THE PERFORMANCE OF BEING LIKED…
It’s a strange thing to be hyper-aware of how you’re being perceived.
It’s like having a mirror in every room not just one that shows your reflection, but one that reflects the thoughts and feelings of everyone around you.
I can walk into a room and almost instantly feel the atmosphere, see the micro-expressions, sense the emotional temperature. I know who’s interested, who’s disengaged, who’s bored. And without even deciding to, I start performing.
It’s not always big and obvious, it can be subtle. A story shaped to make someone laugh. A shift in tone to keep them comfortable. Asking a question I know will make them feel seen. But underneath it all, there’s a deep wiring: if they feel good, I’m safe.
And here’s where the Enneagram lens comes in:
For Type Twos, this looks like people-pleasing as survival. The compulsion to make others feel cared for, so they’ll keep you close. The subtle belief: If I’m not warm, helpful, or attuned, they’ll forget me.
For Type Threes, this can shift into performance. Adapting your image to what the room wants to see, playing the part that gets you admired, respected, or praised. The belief: If I don’t impress, I’ll be invisible.
The danger is, it works.
I’ve built trust quickly in my career. I’ve been known as the fun one in friendship groups. I’ve been praised for my warmth, my energy, my ability to “bring the room alive.” But what people don’t always see is the quiet cost: the moments where I want to just sit in stillness, say nothing, and still be chosen.
Sometimes, I catch myself mid-conversation wanting to retreat, to stop scanning for signs of disconnection and just be in my own skin. And it’s hard. Because hyper-awareness doesn’t have an off switch. The same skill that helps me create safe spaces for others also keeps me performing, even when I don’t want to.
That’s the inner conflict for Twos and Threes: the gift of reading a room can just as easily become the burden of never leaving the stage.
Breaking the pattern isn’t about killing the part of me that can read people. That’s a gift. It’s about letting that gift be a choice, not a compulsion. It’s about finding moments where I let the silence breathe, even if it feels awkward. It’s about trusting that the people who matter will still choose me when I’m still.
Because slowly, I’m learning that the real measure of connection isn’t how well I perform.
It’s how safely I can stop performing.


### [WORK ITEM]
Where a line in the listing below contains the word "squares", copy that line.

### [RECORDED DATA]

┄┄┄┄┄┄┄┄┄┄

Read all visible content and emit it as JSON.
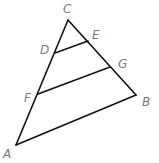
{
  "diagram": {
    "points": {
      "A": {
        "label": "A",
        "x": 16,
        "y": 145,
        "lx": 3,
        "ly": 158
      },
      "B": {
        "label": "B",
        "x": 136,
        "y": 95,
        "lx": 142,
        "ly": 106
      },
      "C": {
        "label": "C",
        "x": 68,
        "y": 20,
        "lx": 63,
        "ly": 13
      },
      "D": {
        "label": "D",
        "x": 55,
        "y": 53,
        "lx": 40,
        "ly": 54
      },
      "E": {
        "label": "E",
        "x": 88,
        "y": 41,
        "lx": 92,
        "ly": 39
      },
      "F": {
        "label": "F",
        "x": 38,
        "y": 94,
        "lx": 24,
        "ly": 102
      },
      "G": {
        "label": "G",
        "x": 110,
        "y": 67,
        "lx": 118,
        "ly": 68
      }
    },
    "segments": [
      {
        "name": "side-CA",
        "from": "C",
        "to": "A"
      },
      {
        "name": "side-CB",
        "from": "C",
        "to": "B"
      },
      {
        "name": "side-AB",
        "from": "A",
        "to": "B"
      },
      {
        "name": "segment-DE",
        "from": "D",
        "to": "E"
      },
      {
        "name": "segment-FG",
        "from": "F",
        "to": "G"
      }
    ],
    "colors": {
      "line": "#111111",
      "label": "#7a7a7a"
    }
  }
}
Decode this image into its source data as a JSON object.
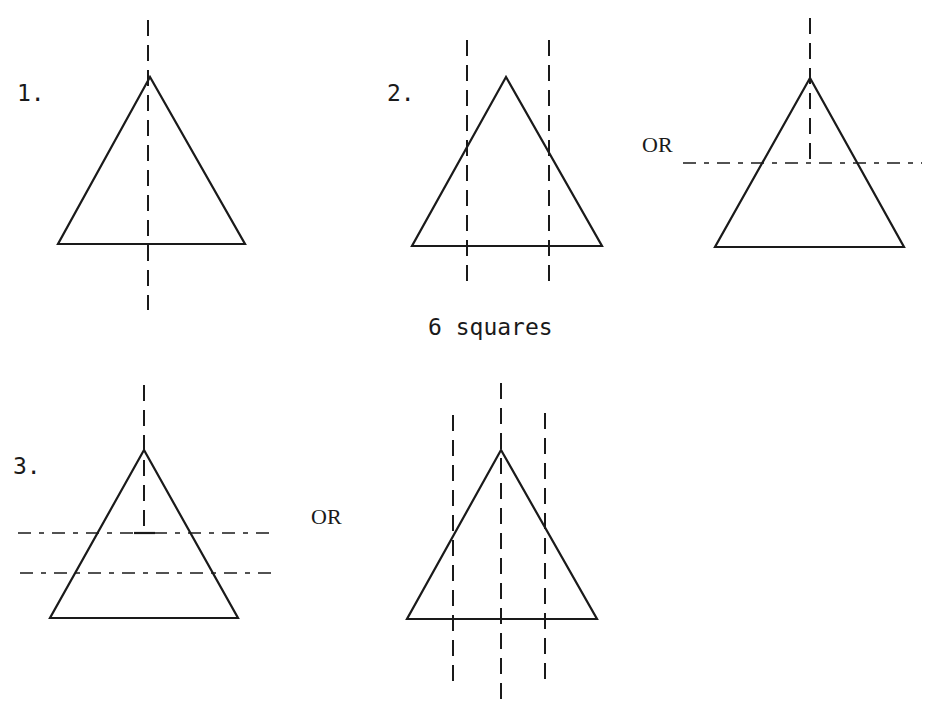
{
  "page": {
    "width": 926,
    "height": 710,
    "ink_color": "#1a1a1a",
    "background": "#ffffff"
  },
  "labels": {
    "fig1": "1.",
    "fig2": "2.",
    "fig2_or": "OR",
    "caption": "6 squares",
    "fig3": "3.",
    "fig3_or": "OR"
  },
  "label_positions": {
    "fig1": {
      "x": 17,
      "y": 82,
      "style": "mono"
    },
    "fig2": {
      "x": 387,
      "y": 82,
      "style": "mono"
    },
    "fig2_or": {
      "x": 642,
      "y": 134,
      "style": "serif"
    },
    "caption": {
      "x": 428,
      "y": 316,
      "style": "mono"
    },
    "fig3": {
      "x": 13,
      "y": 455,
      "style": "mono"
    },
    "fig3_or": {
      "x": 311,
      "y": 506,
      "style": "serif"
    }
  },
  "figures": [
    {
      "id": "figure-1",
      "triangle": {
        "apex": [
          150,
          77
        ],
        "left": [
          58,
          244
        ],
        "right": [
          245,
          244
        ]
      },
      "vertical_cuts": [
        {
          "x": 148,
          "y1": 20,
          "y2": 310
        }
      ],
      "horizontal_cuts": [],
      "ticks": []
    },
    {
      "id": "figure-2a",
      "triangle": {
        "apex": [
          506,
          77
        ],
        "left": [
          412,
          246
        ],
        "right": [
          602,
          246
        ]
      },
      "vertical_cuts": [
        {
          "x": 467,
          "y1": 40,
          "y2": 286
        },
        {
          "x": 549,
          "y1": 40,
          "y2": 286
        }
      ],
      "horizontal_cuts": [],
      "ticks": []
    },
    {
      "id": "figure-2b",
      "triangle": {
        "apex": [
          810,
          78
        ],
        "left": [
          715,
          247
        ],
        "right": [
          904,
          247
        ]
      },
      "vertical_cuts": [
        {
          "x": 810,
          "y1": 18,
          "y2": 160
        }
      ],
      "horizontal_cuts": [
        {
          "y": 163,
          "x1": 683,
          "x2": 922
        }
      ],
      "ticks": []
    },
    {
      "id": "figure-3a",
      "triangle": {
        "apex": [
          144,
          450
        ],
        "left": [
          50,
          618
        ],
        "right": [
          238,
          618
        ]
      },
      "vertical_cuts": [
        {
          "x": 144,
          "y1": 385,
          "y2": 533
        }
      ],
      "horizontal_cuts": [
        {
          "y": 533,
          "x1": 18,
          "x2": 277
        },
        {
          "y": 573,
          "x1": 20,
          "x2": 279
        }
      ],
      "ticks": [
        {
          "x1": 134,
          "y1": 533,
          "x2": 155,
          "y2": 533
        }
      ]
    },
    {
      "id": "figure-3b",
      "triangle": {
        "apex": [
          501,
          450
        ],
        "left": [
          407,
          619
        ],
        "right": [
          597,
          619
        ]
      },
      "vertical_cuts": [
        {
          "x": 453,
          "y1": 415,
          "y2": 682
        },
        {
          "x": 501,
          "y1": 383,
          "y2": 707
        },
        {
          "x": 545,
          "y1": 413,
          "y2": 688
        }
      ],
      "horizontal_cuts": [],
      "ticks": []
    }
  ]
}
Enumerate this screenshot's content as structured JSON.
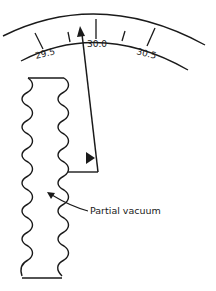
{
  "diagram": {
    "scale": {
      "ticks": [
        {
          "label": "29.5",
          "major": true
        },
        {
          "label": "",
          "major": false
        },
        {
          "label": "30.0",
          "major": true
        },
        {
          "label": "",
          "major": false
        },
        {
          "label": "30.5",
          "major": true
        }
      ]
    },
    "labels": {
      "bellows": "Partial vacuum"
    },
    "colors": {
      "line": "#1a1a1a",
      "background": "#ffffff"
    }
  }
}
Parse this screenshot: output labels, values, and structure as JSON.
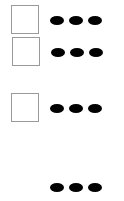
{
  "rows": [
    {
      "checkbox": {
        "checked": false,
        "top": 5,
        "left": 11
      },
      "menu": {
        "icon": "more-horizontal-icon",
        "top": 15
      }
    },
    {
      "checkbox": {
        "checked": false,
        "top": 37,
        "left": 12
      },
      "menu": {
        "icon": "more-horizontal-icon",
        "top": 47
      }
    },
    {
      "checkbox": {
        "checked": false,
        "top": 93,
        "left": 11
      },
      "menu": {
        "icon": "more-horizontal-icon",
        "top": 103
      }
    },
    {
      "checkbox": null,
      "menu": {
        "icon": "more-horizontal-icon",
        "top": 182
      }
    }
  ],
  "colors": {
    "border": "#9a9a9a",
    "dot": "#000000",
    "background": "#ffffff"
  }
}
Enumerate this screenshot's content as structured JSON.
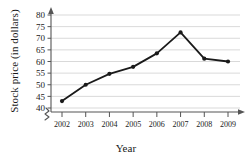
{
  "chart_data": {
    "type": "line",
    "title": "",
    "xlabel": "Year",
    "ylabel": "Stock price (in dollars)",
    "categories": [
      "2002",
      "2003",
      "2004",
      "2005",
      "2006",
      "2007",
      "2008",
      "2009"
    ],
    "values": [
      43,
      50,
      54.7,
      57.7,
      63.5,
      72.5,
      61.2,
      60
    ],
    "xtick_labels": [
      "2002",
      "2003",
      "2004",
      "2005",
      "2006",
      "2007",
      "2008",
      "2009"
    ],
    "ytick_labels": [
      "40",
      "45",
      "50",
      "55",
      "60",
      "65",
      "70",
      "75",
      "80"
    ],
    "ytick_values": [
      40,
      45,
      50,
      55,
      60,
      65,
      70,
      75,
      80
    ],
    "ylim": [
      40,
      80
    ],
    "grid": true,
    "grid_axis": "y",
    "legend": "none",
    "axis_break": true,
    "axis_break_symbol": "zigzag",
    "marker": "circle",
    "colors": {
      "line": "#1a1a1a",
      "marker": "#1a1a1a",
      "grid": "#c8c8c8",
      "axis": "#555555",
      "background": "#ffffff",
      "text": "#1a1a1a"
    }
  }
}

┄┄┄┄┄┄┄┄┄┄

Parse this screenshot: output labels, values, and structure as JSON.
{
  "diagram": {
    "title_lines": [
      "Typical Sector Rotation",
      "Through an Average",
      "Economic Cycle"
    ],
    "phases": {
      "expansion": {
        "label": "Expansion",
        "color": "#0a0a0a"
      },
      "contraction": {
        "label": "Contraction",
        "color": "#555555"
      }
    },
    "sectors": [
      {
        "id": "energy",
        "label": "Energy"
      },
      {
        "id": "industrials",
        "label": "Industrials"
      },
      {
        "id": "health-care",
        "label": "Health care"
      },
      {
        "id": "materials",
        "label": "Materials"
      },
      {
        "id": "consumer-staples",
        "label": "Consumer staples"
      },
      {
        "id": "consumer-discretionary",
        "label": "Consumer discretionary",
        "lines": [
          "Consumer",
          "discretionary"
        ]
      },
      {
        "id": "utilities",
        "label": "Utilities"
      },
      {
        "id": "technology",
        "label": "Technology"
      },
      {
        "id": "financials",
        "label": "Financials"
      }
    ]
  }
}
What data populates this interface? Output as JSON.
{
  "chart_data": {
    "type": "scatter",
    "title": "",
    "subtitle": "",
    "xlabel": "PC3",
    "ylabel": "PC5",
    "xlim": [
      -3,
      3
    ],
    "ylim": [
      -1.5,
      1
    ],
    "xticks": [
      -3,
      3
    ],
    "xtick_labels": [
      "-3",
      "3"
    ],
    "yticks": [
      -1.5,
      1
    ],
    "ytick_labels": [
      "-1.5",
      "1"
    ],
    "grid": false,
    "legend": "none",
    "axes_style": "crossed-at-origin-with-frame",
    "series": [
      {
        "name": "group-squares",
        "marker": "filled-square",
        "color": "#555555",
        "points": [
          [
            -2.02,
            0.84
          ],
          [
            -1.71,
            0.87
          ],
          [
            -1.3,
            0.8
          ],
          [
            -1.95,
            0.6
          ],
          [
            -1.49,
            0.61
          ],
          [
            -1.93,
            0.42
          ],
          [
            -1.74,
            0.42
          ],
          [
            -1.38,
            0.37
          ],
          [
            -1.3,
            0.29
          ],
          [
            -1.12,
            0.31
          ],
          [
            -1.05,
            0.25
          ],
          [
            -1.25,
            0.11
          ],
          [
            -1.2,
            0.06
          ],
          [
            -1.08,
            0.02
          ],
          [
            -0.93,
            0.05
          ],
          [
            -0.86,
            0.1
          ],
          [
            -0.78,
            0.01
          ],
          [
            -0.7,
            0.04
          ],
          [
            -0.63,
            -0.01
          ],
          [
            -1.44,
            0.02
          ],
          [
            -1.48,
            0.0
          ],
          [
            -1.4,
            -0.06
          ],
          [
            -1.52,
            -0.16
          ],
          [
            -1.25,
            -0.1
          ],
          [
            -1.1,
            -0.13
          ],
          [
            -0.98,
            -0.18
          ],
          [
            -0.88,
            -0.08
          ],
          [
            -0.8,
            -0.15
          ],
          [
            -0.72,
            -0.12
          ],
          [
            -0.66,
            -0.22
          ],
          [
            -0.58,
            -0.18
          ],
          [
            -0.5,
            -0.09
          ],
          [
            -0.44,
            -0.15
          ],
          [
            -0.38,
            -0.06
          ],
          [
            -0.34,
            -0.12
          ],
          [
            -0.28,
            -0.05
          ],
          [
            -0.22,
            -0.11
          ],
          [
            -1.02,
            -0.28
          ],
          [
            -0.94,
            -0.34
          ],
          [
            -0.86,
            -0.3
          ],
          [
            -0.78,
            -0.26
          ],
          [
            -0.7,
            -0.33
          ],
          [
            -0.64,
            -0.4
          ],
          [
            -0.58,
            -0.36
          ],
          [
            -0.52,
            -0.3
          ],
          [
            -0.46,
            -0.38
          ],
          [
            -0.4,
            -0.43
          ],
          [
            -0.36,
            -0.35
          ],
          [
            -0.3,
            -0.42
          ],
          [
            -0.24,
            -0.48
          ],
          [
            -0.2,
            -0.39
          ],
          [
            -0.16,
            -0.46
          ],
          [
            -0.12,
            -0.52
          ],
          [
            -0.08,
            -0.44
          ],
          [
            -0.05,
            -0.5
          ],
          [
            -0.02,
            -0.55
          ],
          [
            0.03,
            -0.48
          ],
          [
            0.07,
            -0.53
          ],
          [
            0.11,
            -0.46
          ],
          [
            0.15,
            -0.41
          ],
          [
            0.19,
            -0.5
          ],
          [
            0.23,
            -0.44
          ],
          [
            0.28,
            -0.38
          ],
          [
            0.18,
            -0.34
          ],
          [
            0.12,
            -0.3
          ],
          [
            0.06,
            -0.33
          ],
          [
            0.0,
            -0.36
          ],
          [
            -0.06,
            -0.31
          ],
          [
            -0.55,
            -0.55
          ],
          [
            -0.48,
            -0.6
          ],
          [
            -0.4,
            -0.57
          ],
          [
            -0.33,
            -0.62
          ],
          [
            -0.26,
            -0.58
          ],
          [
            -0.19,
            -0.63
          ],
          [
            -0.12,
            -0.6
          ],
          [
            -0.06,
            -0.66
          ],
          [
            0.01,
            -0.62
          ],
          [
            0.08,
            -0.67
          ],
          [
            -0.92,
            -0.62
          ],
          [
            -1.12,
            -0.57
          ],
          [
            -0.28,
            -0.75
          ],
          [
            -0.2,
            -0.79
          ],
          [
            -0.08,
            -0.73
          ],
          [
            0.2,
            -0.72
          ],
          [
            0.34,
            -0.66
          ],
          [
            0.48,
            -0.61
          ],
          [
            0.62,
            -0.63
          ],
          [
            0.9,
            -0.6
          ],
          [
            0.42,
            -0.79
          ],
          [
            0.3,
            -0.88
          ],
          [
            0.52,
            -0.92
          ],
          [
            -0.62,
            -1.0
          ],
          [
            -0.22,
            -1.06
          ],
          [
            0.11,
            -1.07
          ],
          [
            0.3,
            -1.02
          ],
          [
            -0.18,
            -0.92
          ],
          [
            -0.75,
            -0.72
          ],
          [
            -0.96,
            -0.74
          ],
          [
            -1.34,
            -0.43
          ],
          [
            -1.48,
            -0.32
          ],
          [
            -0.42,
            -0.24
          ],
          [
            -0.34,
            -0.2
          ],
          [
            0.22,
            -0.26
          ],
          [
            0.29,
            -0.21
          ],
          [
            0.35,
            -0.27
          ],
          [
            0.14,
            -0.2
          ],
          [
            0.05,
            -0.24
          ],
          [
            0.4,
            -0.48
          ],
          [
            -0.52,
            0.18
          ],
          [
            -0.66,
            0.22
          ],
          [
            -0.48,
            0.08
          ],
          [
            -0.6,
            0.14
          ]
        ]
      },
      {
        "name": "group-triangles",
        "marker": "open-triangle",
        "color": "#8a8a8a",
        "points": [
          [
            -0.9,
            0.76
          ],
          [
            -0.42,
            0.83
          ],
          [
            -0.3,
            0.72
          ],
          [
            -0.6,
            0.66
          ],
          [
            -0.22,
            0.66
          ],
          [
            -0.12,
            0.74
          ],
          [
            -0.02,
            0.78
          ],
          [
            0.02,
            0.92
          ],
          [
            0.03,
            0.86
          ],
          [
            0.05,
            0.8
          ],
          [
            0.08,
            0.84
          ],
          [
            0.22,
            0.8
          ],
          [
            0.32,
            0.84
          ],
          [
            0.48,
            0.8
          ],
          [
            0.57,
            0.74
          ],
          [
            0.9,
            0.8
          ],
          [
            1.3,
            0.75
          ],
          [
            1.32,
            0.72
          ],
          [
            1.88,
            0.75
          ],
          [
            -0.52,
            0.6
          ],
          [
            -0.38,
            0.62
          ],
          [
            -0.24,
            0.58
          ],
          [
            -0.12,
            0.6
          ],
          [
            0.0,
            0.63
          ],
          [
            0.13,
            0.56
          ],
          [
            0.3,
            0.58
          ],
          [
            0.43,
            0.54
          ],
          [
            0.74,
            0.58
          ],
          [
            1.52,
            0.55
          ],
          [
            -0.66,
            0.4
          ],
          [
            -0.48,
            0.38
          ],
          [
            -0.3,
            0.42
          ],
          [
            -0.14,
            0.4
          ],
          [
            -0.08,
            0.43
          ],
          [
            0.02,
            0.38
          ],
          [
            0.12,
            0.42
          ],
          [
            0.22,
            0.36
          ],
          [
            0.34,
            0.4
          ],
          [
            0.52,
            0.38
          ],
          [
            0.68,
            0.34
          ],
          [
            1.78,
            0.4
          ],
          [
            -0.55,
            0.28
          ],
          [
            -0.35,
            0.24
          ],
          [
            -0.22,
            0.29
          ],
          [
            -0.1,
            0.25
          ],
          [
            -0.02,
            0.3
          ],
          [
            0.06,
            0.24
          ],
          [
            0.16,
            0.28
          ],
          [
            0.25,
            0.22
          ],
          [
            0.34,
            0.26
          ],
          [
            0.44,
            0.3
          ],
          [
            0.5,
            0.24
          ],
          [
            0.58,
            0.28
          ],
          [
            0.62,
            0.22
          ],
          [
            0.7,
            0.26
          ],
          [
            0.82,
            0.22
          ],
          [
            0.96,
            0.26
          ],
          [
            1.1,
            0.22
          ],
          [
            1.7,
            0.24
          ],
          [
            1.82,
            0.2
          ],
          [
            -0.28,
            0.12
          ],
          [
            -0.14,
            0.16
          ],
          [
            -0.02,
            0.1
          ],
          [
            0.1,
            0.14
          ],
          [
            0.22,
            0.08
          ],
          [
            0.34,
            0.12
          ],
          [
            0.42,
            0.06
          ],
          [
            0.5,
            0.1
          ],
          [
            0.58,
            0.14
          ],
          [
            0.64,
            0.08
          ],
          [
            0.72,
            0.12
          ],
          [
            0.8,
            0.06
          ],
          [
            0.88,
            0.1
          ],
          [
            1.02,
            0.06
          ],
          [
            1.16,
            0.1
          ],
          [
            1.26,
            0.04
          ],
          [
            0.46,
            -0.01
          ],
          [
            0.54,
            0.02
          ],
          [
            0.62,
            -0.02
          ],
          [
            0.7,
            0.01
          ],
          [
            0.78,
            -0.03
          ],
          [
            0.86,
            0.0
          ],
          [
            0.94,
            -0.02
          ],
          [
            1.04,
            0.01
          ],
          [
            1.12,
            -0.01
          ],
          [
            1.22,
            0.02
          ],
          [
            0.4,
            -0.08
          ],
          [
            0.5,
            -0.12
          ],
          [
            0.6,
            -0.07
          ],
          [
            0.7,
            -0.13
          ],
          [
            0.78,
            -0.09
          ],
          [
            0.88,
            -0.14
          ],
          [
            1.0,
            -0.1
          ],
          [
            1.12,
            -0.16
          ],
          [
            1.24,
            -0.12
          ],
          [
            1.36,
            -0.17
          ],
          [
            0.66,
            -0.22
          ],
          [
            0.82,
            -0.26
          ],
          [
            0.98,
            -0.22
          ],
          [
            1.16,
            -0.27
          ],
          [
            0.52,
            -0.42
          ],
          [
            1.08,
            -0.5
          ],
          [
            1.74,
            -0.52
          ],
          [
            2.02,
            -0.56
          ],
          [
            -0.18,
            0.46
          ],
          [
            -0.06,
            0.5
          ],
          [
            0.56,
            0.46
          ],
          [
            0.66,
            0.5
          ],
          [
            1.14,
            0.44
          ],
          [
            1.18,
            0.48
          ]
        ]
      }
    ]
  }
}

┄┄┄┄┄┄┄┄┄┄

### [ANSWER]
    "caption": "6 squares",
        "name": "group-squares",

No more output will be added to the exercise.